"We perceive when love begins and when it declines by our embarrassment when alone together"
About this Quote
Love, for La Bruyere, isn’t a thunderclap of feeling; it’s a social weather report. The line is engineered like a small trap: it pulls romance out of the heart and puts it under the bright, humiliating light of manners. In a courtly world where people performed themselves for survival, “embarrassment” becomes a truer instrument than self-description. You can lie about desire; you can’t as easily lie about your body stalling, your conversation drying up, the sudden awareness of your hands.
The brilliance is the symmetry: beginnings and endings are measured by the same sensation. Early love makes you awkward because it’s too alive, too charged with possibility. Declining love makes you awkward because the shared script has disappeared and you’re left with the person again, unmediated, like an acquaintance you once knew how to entertain. Embarrassment is the residue of a relationship losing its roles.
There’s a mild cruelty in the observation, typical of a moralist who catalogs human behavior the way an entomologist pins specimens. He’s not romanticizing; he’s diagnosing. The subtext is that intimacy is fragile and, worse, legible: the couple knows before they admit it, because the room itself changes texture. Silence stops being comfortable and becomes conspicuous.
Written in late 17th-century France, amid salon culture and the etiquette economy of Louis XIV’s orbit, the quote also reads as a critique of love as performance. When the performance fails, the truth arrives as embarrassment: not a grand heartbreak, but a small social collapse.
The brilliance is the symmetry: beginnings and endings are measured by the same sensation. Early love makes you awkward because it’s too alive, too charged with possibility. Declining love makes you awkward because the shared script has disappeared and you’re left with the person again, unmediated, like an acquaintance you once knew how to entertain. Embarrassment is the residue of a relationship losing its roles.
There’s a mild cruelty in the observation, typical of a moralist who catalogs human behavior the way an entomologist pins specimens. He’s not romanticizing; he’s diagnosing. The subtext is that intimacy is fragile and, worse, legible: the couple knows before they admit it, because the room itself changes texture. Silence stops being comfortable and becomes conspicuous.
Written in late 17th-century France, amid salon culture and the etiquette economy of Louis XIV’s orbit, the quote also reads as a critique of love as performance. When the performance fails, the truth arrives as embarrassment: not a grand heartbreak, but a small social collapse.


HOW TO COMPLETE THIS TASK: Further down are entries; set down exactly and only the lines from the one with "Image is 644x362 pixels." up to and including the one with "Image is 644x323 pixels.", dropping each picture.

GIVEN RECORDS:
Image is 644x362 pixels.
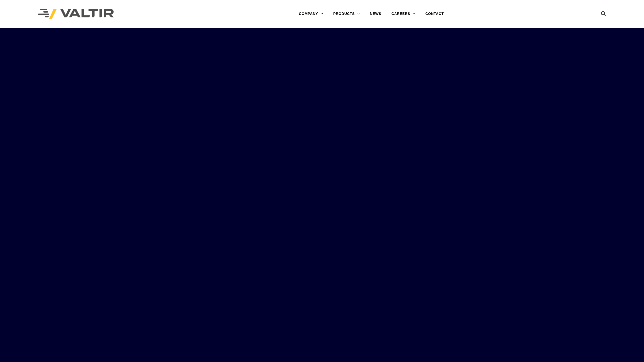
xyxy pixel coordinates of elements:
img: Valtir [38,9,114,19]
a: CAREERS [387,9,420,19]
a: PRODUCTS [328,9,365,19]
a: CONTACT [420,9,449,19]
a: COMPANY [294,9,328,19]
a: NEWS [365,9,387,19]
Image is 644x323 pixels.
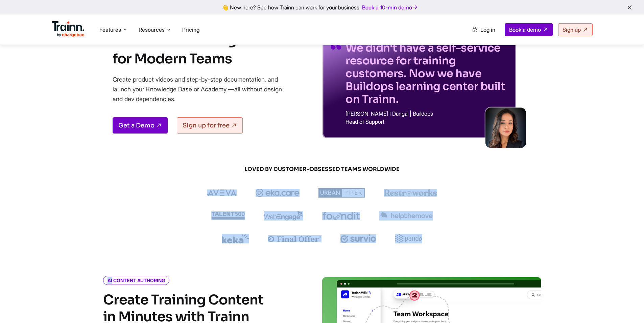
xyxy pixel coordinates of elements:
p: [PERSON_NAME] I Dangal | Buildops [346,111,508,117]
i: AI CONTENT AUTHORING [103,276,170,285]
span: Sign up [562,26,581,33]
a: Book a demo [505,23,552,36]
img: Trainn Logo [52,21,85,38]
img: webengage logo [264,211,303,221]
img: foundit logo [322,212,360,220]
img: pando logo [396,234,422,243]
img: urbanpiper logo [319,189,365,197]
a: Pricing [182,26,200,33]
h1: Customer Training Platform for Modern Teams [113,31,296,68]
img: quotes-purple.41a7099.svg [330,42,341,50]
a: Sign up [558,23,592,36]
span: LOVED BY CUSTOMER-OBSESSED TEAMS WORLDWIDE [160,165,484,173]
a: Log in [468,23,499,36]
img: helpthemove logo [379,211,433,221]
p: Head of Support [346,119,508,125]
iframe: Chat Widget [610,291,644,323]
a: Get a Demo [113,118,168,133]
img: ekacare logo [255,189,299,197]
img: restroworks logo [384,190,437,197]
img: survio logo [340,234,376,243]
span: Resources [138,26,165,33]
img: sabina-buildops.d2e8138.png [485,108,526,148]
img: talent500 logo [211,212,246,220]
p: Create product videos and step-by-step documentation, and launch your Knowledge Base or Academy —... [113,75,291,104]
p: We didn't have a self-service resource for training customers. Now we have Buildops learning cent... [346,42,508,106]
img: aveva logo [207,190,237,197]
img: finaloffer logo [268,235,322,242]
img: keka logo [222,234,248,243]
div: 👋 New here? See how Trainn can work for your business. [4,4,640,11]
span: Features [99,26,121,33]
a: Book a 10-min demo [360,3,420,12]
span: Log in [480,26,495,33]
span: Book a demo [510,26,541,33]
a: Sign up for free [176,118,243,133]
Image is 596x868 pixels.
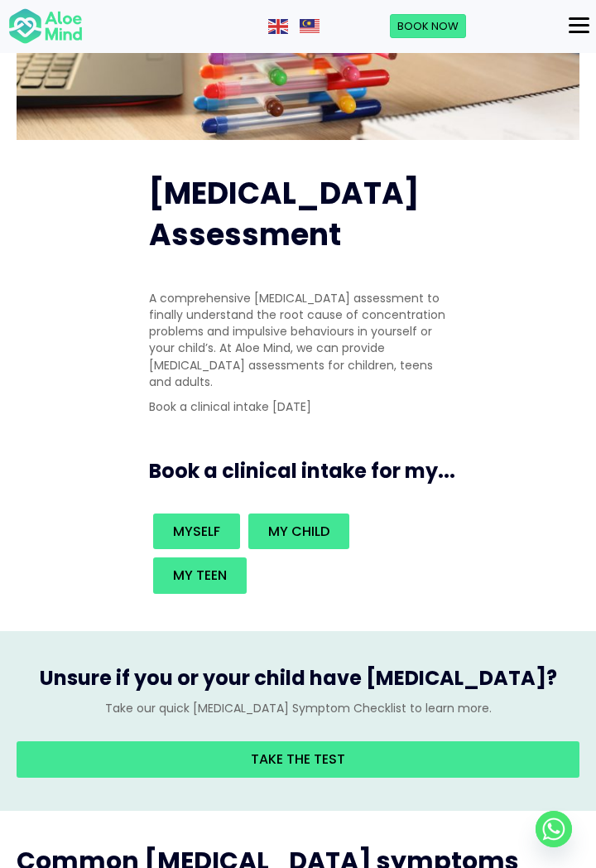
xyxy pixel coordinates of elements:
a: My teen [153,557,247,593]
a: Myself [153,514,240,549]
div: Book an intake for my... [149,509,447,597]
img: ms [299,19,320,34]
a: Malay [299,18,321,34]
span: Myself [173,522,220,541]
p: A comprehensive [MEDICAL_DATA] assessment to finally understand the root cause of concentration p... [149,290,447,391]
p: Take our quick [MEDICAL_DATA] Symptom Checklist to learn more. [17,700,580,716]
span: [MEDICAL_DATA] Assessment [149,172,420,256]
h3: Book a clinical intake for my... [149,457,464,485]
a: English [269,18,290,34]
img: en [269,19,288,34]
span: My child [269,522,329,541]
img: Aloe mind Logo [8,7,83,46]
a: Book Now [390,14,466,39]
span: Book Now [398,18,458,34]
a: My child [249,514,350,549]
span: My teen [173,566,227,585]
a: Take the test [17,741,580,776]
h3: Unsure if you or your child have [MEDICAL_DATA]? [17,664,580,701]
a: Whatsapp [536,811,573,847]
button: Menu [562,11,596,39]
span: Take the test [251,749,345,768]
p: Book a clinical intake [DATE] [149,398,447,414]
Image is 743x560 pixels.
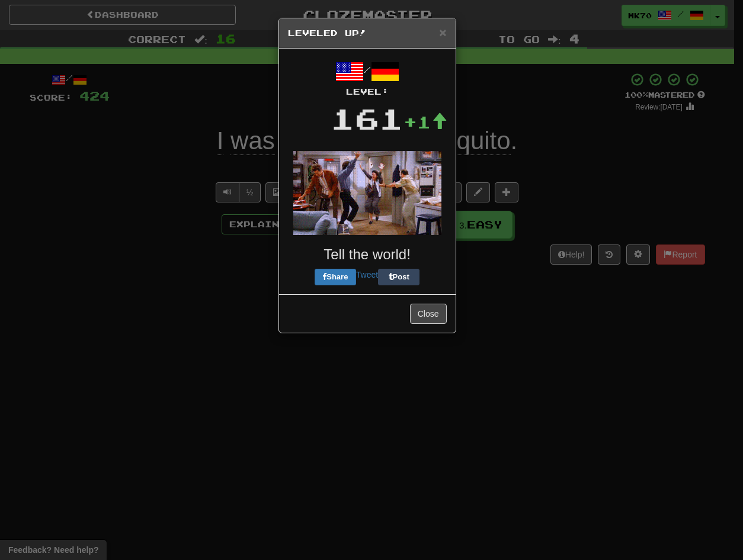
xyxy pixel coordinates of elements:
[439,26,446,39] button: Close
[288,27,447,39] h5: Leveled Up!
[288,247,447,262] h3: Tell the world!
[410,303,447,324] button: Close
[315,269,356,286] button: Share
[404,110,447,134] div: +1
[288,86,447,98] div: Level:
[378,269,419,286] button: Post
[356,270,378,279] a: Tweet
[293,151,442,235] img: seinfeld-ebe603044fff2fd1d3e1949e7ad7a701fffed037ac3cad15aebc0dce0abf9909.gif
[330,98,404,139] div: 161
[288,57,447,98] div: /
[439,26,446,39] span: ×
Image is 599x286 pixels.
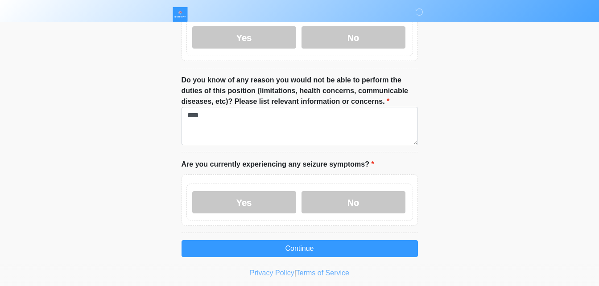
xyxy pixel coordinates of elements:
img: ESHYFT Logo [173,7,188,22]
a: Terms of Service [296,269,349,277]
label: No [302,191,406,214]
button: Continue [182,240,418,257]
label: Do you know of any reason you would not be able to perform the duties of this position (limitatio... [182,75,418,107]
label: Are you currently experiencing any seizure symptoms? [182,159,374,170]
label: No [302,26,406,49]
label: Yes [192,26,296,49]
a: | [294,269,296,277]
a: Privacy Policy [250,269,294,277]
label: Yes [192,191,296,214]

...

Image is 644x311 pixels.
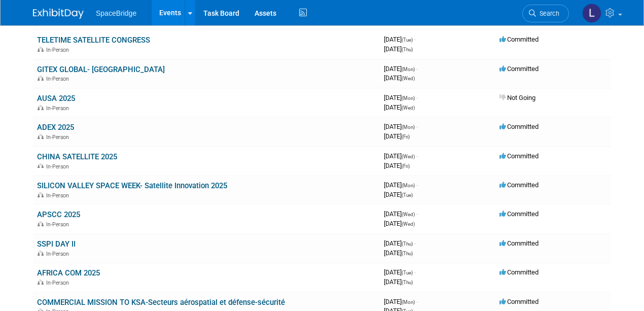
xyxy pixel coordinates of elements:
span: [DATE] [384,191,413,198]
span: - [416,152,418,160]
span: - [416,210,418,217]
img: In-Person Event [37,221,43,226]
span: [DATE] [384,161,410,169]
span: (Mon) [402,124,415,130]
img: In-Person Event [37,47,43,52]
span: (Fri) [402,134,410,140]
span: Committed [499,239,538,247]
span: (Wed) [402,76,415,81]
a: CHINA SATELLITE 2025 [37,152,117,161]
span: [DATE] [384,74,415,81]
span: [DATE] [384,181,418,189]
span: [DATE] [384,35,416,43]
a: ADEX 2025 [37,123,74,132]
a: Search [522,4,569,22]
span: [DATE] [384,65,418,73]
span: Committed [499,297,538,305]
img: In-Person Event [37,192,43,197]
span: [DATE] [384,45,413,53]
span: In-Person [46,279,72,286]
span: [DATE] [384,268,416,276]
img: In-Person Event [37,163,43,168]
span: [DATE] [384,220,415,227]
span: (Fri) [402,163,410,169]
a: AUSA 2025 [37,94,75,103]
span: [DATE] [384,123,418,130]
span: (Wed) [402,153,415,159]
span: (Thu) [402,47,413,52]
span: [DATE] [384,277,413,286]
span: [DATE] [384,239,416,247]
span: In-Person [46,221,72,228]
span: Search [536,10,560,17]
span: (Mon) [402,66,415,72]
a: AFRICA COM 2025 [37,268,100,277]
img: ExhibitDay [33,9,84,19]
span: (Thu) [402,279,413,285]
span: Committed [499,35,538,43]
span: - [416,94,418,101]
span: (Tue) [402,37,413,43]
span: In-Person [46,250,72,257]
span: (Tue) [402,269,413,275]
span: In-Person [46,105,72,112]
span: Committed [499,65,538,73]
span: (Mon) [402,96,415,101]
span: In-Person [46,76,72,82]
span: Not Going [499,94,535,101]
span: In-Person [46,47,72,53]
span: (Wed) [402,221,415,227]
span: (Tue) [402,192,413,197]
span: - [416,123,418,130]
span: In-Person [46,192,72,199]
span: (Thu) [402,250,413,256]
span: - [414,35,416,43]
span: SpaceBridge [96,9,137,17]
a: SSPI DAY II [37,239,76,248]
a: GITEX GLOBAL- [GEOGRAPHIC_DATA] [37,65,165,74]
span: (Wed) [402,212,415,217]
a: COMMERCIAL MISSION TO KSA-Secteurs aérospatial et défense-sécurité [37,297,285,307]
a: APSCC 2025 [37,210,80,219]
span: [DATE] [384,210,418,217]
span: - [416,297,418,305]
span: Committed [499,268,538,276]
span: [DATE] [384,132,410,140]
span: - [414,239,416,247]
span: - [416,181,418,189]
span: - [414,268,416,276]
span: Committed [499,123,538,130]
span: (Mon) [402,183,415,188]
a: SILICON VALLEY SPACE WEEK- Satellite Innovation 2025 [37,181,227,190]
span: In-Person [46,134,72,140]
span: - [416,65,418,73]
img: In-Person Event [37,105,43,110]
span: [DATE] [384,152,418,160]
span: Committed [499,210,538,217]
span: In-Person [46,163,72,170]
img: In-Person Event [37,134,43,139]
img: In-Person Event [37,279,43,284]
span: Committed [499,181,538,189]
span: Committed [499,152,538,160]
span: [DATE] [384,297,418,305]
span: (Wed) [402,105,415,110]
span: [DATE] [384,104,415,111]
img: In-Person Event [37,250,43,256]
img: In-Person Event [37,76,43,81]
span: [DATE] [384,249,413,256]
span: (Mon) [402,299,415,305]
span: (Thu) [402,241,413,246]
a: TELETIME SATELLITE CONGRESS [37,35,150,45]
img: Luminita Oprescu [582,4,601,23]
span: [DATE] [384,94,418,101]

==

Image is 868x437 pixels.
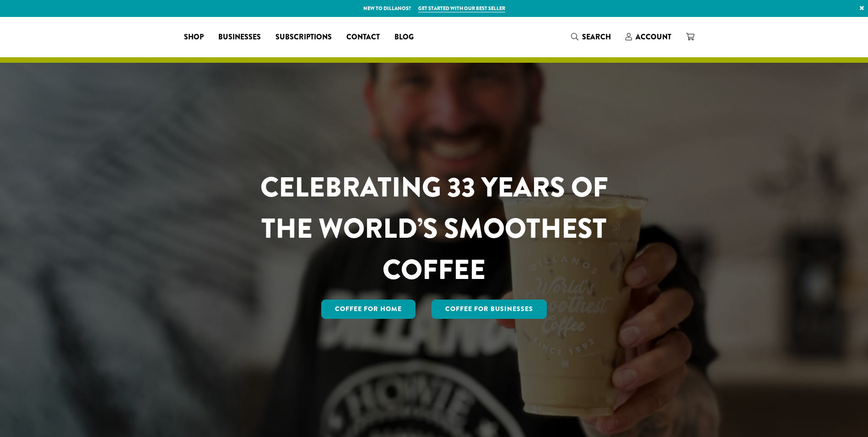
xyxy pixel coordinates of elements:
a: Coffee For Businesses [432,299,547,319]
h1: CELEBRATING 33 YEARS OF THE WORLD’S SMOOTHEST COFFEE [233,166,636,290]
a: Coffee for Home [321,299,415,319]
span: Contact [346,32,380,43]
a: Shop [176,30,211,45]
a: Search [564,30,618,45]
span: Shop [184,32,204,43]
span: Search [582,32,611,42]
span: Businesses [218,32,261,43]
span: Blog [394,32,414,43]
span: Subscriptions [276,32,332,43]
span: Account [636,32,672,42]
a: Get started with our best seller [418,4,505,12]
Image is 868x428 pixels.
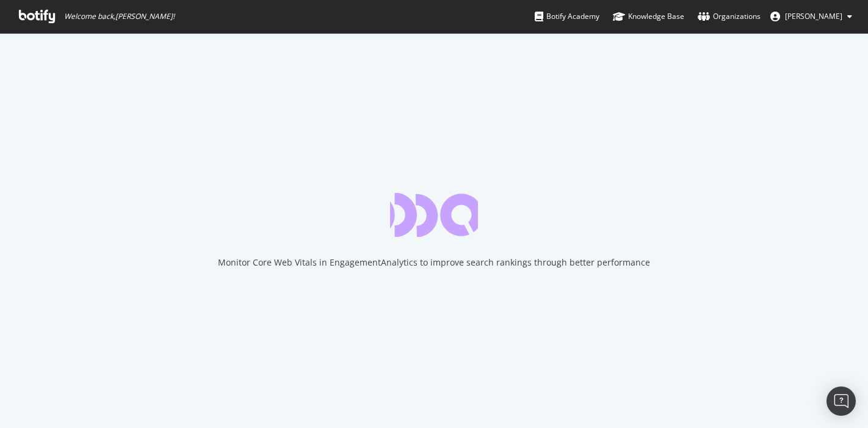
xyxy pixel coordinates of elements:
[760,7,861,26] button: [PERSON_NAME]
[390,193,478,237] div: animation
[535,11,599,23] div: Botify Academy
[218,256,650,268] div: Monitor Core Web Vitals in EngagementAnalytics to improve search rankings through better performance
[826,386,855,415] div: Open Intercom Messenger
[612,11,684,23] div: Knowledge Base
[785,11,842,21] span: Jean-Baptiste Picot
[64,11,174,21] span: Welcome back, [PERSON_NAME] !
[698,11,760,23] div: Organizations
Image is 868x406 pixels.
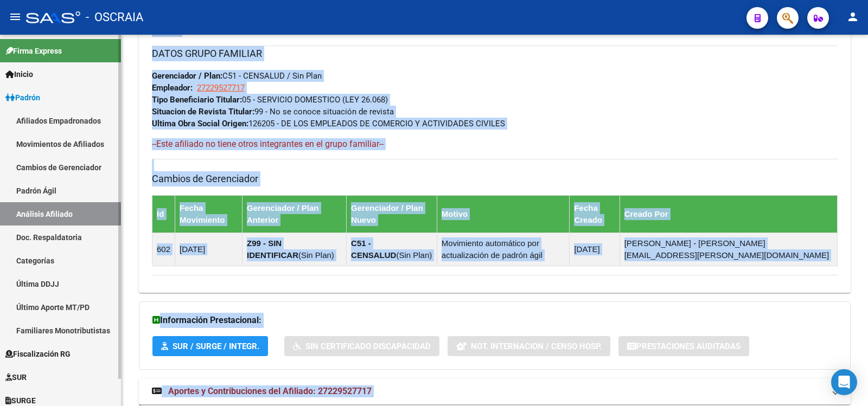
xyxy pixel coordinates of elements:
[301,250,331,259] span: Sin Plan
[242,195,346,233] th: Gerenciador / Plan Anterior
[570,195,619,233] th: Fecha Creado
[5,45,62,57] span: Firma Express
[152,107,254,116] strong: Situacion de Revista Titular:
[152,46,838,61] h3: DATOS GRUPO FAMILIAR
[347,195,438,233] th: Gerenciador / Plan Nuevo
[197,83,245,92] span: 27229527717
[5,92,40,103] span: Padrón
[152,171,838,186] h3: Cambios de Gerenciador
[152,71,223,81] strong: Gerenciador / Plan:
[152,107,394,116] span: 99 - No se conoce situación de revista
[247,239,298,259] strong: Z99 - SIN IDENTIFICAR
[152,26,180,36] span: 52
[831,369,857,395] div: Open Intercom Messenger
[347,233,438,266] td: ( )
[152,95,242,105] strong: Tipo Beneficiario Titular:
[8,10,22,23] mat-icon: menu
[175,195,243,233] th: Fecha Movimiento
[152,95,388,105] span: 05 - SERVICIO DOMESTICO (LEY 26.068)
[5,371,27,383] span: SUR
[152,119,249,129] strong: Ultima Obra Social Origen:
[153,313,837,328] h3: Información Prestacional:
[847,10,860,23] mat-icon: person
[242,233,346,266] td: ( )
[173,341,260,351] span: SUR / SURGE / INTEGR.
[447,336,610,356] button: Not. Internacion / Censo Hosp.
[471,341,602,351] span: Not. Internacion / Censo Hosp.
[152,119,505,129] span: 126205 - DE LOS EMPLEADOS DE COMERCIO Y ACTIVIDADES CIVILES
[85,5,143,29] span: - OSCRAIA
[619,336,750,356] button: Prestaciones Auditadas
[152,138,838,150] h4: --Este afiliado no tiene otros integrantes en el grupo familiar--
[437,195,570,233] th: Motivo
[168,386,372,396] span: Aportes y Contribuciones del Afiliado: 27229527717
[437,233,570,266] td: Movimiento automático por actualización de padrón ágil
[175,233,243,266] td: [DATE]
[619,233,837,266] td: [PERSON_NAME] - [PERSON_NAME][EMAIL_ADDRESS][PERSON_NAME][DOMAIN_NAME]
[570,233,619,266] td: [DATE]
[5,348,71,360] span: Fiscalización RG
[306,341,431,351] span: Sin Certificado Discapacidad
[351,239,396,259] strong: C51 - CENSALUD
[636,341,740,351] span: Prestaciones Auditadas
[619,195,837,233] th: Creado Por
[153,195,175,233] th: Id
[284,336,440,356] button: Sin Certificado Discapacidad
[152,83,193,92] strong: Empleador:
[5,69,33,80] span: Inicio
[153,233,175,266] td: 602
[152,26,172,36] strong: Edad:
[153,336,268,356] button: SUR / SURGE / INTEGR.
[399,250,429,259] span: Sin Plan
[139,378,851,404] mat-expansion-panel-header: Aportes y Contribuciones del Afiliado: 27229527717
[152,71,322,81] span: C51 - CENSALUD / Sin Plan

PROBLEM SOLUTION:
Image is 644x362 pixels.
xyxy pixel coordinates of elements:
img: Valtir [38,9,114,19]
a: CAREERS [387,9,420,19]
a: PRODUCTS [328,9,365,19]
a: CONTACT [420,9,449,19]
a: COMPANY [294,9,328,19]
a: NEWS [365,9,387,19]
Image is 644x323 pixels.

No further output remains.